For Arrested NYC Antiquities Dealer, Illegal Trade is Family Business
A New York antiquities dealer who was arrested last month along with his business partner for falsifying provenance records has a family history in the illegal antiquities trade that goes back half a century, the Association for Research into Crimes Against Art, ARCA, revealed.
Erdal Dere and Faisal Khan ran Fortuna Fine Arts Ltd. on Manhattan's Upper East Side Neighborhood and are suspected of having forged documents to support their claims that the artifacts they sold previously belonged to collectors who had died.
However, there were no shortage of warning signs that something suspicious was happening at Fortuna Fine Arts.
Erdal Dere is the son of Selim Dere, who in 1973 was arrested by Turkish police along with his cousin Aziz Dere after looted fragments of a 2000-year-old Greek sarcophagus featuring the 12 labors of Herakles was discovered in Aziz’s Istanbul gold shop, the outlet reported.
After serving their sentences for antiquities smuggling, the two relocated to North America. Aziz moved to Canada and Selim to New York where he initially founded a jewelry store that would ultimately become Fortuna Fine Arts Ltd, the same store where Erdal Dere and Khan were arrested for running their false provenance scheme.
Despite running afoul of the law in Turkey, Selim Dere quickly found his way back into the antiquities trade. In 1984, the Museum of Fine Arts in Boston purchased the Statuette of Men, the Moon God, a first century Roman artifact from Dere’s jewelry shop, at the time called West Side Jewelry.
The Boston Museum’s provenance record for the item, only states that it was purchased from Selim, without specifying its history between the first century and arriving in Dere’s Jewelry shop.
Then in 1989, three frieze blocks - an architectural feature which was often stylized in the ancient world - were stolen from an excavation uncovering the Greco-Roman city of Aphrodisias in Turkey's Aydin province.
By chance, four years later, a NYU archaeology professor noticed the block in the window of Dere’s Manhattan shop, now known as Fortuna Fine Arts Ltd. He notified the Turkish authorities who informed the FBI which confiscated the block and repatriated it to Turkey. It remains on display at the Aphrodisias museum in Aydin province.
In cases like the looting of Aphrodisias, stolen cultural heritage isn’t just about national pride but can also directly translate into lost tourism dollars from the local economy.
“Organized crime has many faces. The trafficking of cultural goods is one of them and it is not a glamorous business run by flamboyant gentlemen forgers, but by international criminal networks,” de Bolle said.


### INSTRUCTIONS FOR THE TASK
Output the entries below unchanged, except for the pictures.

[Dataset rows about figures]
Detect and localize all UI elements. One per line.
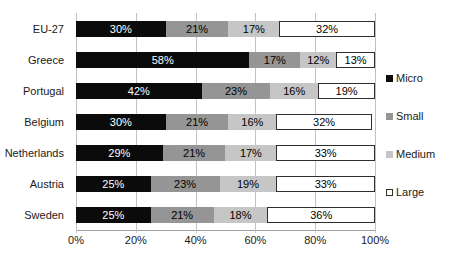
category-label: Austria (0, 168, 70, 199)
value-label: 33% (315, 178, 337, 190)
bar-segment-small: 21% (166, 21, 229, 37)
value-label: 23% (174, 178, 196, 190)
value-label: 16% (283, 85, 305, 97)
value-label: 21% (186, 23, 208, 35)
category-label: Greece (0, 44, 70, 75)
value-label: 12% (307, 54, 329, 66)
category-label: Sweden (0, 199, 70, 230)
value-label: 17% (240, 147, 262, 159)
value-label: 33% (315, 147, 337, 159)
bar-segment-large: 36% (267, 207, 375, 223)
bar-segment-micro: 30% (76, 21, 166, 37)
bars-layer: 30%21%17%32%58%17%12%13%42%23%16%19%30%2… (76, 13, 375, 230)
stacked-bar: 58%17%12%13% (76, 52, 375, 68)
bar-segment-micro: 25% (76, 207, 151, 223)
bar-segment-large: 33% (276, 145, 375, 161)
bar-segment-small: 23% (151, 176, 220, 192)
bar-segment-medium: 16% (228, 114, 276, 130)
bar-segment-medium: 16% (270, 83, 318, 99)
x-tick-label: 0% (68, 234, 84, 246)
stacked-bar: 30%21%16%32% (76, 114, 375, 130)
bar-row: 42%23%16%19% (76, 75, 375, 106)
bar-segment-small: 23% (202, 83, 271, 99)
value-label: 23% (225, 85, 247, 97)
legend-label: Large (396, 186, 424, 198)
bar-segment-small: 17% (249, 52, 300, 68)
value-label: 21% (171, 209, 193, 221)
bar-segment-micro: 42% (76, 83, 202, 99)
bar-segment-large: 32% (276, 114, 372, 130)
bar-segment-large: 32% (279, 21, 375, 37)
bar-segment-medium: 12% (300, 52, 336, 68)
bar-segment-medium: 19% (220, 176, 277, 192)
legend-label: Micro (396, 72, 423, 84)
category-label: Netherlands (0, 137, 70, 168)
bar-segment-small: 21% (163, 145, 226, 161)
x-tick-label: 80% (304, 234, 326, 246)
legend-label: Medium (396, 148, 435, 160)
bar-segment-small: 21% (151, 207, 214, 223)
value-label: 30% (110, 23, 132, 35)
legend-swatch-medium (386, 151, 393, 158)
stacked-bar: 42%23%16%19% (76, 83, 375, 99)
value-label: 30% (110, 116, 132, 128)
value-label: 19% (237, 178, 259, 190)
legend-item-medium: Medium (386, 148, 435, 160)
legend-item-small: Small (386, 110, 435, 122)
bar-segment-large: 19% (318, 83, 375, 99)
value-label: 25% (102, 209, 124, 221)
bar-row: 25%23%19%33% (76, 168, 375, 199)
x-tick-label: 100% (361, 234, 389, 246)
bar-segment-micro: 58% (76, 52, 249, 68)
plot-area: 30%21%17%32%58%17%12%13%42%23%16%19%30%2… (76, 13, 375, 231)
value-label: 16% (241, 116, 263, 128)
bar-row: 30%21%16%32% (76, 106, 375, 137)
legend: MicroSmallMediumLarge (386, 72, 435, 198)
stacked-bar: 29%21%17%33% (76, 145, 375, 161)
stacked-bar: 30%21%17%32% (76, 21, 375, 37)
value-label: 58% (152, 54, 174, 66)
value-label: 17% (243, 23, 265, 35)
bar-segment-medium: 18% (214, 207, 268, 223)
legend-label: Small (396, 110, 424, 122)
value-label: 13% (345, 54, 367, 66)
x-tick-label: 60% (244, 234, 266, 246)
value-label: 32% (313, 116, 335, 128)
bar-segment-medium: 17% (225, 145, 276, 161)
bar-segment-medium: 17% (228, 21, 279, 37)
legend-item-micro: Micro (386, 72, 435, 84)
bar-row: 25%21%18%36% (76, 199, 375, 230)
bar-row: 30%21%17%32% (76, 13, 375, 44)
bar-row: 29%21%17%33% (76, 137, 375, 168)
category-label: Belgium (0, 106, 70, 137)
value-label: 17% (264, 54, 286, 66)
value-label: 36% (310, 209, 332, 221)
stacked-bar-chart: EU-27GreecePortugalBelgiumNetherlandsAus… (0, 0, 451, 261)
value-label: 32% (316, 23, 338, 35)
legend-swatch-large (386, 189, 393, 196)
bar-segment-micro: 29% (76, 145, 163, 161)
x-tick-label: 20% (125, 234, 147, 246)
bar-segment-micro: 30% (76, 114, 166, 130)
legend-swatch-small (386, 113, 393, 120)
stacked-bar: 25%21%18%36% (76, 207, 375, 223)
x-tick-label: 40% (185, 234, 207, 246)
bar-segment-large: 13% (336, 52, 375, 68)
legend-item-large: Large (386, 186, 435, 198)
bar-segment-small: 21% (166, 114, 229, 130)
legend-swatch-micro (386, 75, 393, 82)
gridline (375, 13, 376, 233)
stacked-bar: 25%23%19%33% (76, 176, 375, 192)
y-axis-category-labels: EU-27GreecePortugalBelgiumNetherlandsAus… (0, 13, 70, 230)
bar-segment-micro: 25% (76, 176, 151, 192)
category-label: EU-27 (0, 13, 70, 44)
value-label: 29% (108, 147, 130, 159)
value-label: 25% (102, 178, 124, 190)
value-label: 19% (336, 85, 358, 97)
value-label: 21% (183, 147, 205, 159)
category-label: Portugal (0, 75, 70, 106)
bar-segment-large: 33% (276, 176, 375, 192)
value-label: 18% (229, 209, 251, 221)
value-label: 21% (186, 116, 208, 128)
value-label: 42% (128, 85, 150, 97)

### ANSWER FOR THE TASK
Detect and localize all UI elements. One per line.
category-label: Austria (0, 168, 70, 199)
value-label: 33% (315, 178, 337, 190)
bar-segment-small: 21% (166, 21, 229, 37)
value-label: 23% (174, 178, 196, 190)
value-label: 16% (283, 85, 305, 97)
value-label: 21% (186, 23, 208, 35)
category-label: Greece (0, 44, 70, 75)
value-label: 12% (307, 54, 329, 66)
category-label: Sweden (0, 199, 70, 230)
value-label: 17% (240, 147, 262, 159)
value-label: 33% (315, 147, 337, 159)
bar-segment-large: 36% (267, 207, 375, 223)
bar-segment-micro: 30% (76, 21, 166, 37)
bars-layer: 30%21%17%32%58%17%12%13%42%23%16%19%30%2… (76, 13, 375, 230)
stacked-bar: 58%17%12%13% (76, 52, 375, 68)
bar-segment-micro: 25% (76, 207, 151, 223)
bar-segment-large: 33% (276, 145, 375, 161)
bar-segment-small: 23% (151, 176, 220, 192)
bar-segment-medium: 16% (228, 114, 276, 130)
bar-segment-medium: 16% (270, 83, 318, 99)
x-tick-label: 0% (68, 234, 84, 246)
stacked-bar: 30%21%16%32% (76, 114, 375, 130)
bar-row: 42%23%16%19% (76, 75, 375, 106)
bar-segment-small: 23% (202, 83, 271, 99)
value-label: 23% (225, 85, 247, 97)
legend-label: Large (396, 186, 424, 198)
bar-segment-small: 17% (249, 52, 300, 68)
value-label: 21% (171, 209, 193, 221)
bar-segment-micro: 42% (76, 83, 202, 99)
bar-segment-large: 32% (276, 114, 372, 130)
bar-segment-large: 32% (279, 21, 375, 37)
bar-segment-medium: 12% (300, 52, 336, 68)
bar-segment-medium: 19% (220, 176, 277, 192)
legend-label: Micro (396, 72, 423, 84)
category-label: Netherlands (0, 137, 70, 168)
bar-segment-small: 21% (163, 145, 226, 161)
x-tick-label: 80% (304, 234, 326, 246)
legend-label: Medium (396, 148, 435, 160)
bar-segment-small: 21% (151, 207, 214, 223)
value-label: 30% (110, 23, 132, 35)
legend-swatch-medium (386, 151, 393, 158)
stacked-bar: 42%23%16%19% (76, 83, 375, 99)
value-label: 30% (110, 116, 132, 128)
value-label: 19% (237, 178, 259, 190)
legend-item-medium: Medium (386, 148, 435, 160)
legend-item-small: Small (386, 110, 435, 122)
bar-segment-large: 19% (318, 83, 375, 99)
value-label: 25% (102, 209, 124, 221)
bar-row: 25%23%19%33% (76, 168, 375, 199)
x-tick-label: 100% (361, 234, 389, 246)
bar-segment-micro: 58% (76, 52, 249, 68)
plot-area: 30%21%17%32%58%17%12%13%42%23%16%19%30%2… (76, 13, 375, 231)
value-label: 16% (241, 116, 263, 128)
bar-row: 30%21%16%32% (76, 106, 375, 137)
legend: MicroSmallMediumLarge (386, 72, 435, 198)
stacked-bar: 29%21%17%33% (76, 145, 375, 161)
stacked-bar: 30%21%17%32% (76, 21, 375, 37)
value-label: 58% (152, 54, 174, 66)
value-label: 17% (243, 23, 265, 35)
bar-segment-medium: 18% (214, 207, 268, 223)
legend-label: Small (396, 110, 424, 122)
value-label: 13% (345, 54, 367, 66)
x-tick-label: 60% (244, 234, 266, 246)
value-label: 32% (313, 116, 335, 128)
bar-segment-medium: 17% (225, 145, 276, 161)
bar-segment-medium: 17% (228, 21, 279, 37)
legend-item-micro: Micro (386, 72, 435, 84)
bar-row: 25%21%18%36% (76, 199, 375, 230)
bar-row: 30%21%17%32% (76, 13, 375, 44)
bar-row: 29%21%17%33% (76, 137, 375, 168)
category-label: Belgium (0, 106, 70, 137)
value-label: 17% (264, 54, 286, 66)
value-label: 36% (310, 209, 332, 221)
stacked-bar-chart: EU-27GreecePortugalBelgiumNetherlandsAus… (0, 0, 451, 261)
value-label: 32% (316, 23, 338, 35)
legend-swatch-large (386, 189, 393, 196)
bar-segment-micro: 29% (76, 145, 163, 161)
x-tick-label: 20% (125, 234, 147, 246)
bar-segment-micro: 30% (76, 114, 166, 130)
legend-swatch-small (386, 113, 393, 120)
stacked-bar: 25%21%18%36% (76, 207, 375, 223)
x-tick-label: 40% (185, 234, 207, 246)
bar-segment-large: 13% (336, 52, 375, 68)
legend-item-large: Large (386, 186, 435, 198)
bar-segment-small: 21% (166, 114, 229, 130)
legend-swatch-micro (386, 75, 393, 82)
gridline (375, 13, 376, 233)
stacked-bar: 25%23%19%33% (76, 176, 375, 192)
y-axis-category-labels: EU-27GreecePortugalBelgiumNetherlandsAus… (0, 13, 70, 230)
bar-segment-micro: 25% (76, 176, 151, 192)
category-label: EU-27 (0, 13, 70, 44)
value-label: 29% (108, 147, 130, 159)
value-label: 25% (102, 178, 124, 190)
value-label: 19% (336, 85, 358, 97)
value-label: 21% (183, 147, 205, 159)
category-label: Portugal (0, 75, 70, 106)
bar-segment-large: 33% (276, 176, 375, 192)
value-label: 18% (229, 209, 251, 221)
value-label: 21% (186, 116, 208, 128)
value-label: 42% (128, 85, 150, 97)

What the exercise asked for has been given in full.